0.0Shot at high noon in New York’s financial district, Wallstreet is much like a vertical tickertape, charting the existence of typical office workers. The film’s elongated shadows suggest these workers’ depersonalized, neuter, nearly uniform lives, which flow by without any solid or stable element that might provide definition.
7.0Enigma is something of a more glamorous version of White Hole, with a wide variety of elaborate textures (often composed of iconographic and religious symbols) converging towards the centre of the screen.
0.0A take it or leave it auteur-experimental fiction exercise: two women are monitoring their dreams, dreams that may of course also be stark naked reality, at least to the dreamers, as they come and they go like bubbles, rising, floating, bursting. A man appears out of nowhere. Poet Peter Laugesen co-wrote the script with Tom Elling, who was Lars von Trier's director of photography on "The Element of Crime".
0.0A look at the various modes of transportation made for the Expo '86 World Fair in Vancouver, Canada.

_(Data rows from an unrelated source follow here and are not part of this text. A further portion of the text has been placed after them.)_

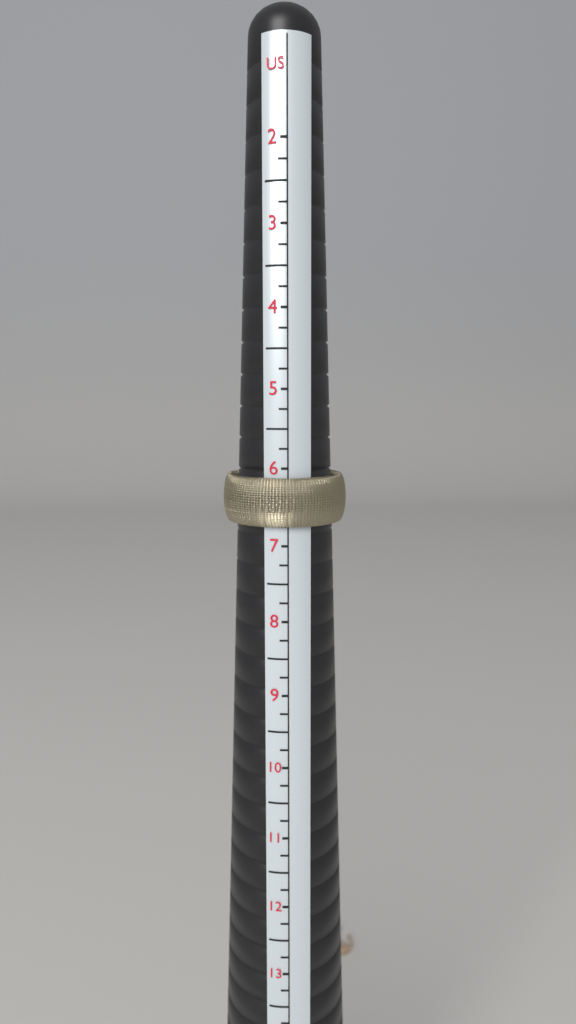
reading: 6.75 US
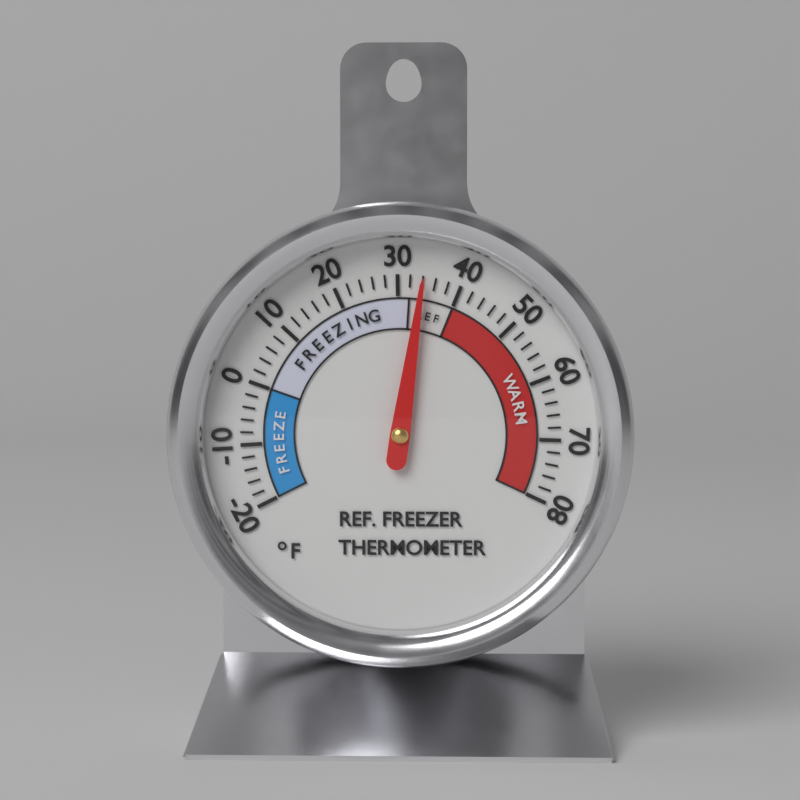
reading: 34 °F
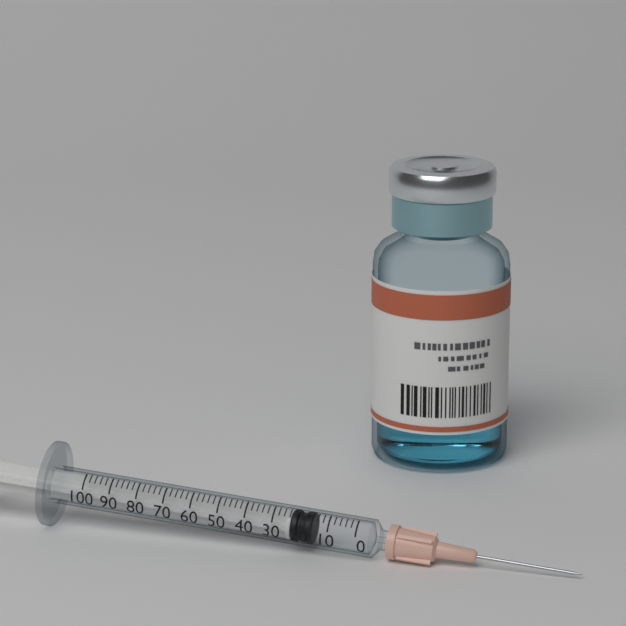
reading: 16 (no unit)
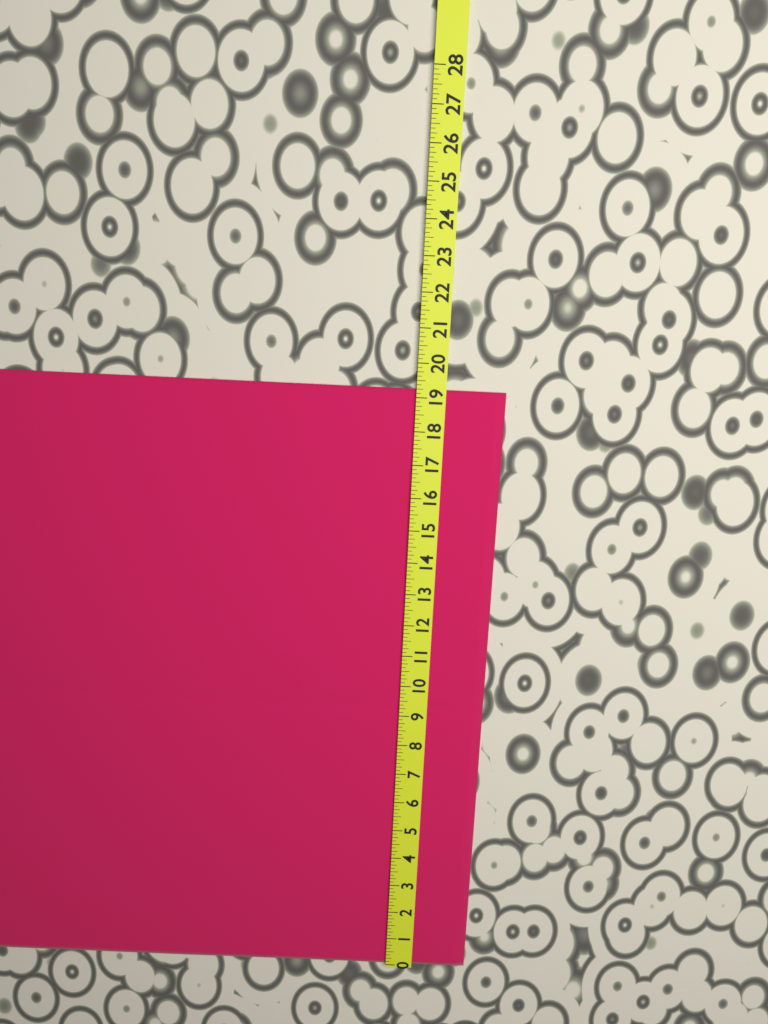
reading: 19.250 (no unit)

5.4This film describes a psychological state "kin to moonstruck, its images emblems (not quite symbols) of suspension-of-self within consciousness and then that feeling of falling away from conscious thought. The film can only be said to describe or be emblematic of this state because I cannot imagine symbolizing or otherwise representing an equivalent of thoughtlessness itself. Thus the actors in the film, Jane Brakhage, Tom and Gloria Bartek, Williams Burroughs, Allen Ginsberg, Peter Olovsky and Phillip Whalen are figments of this 'Thought-Fallen Process', as are their images in the film to find themselves being photographed."
4.7Footage filmed in Spain, subjected a new visual effects process. Deslaw devoted himself to the discovery of a new machine that enabled film to be developed while using a new method called solarisation.
10.0Strings together what's strung together (please use yr tether).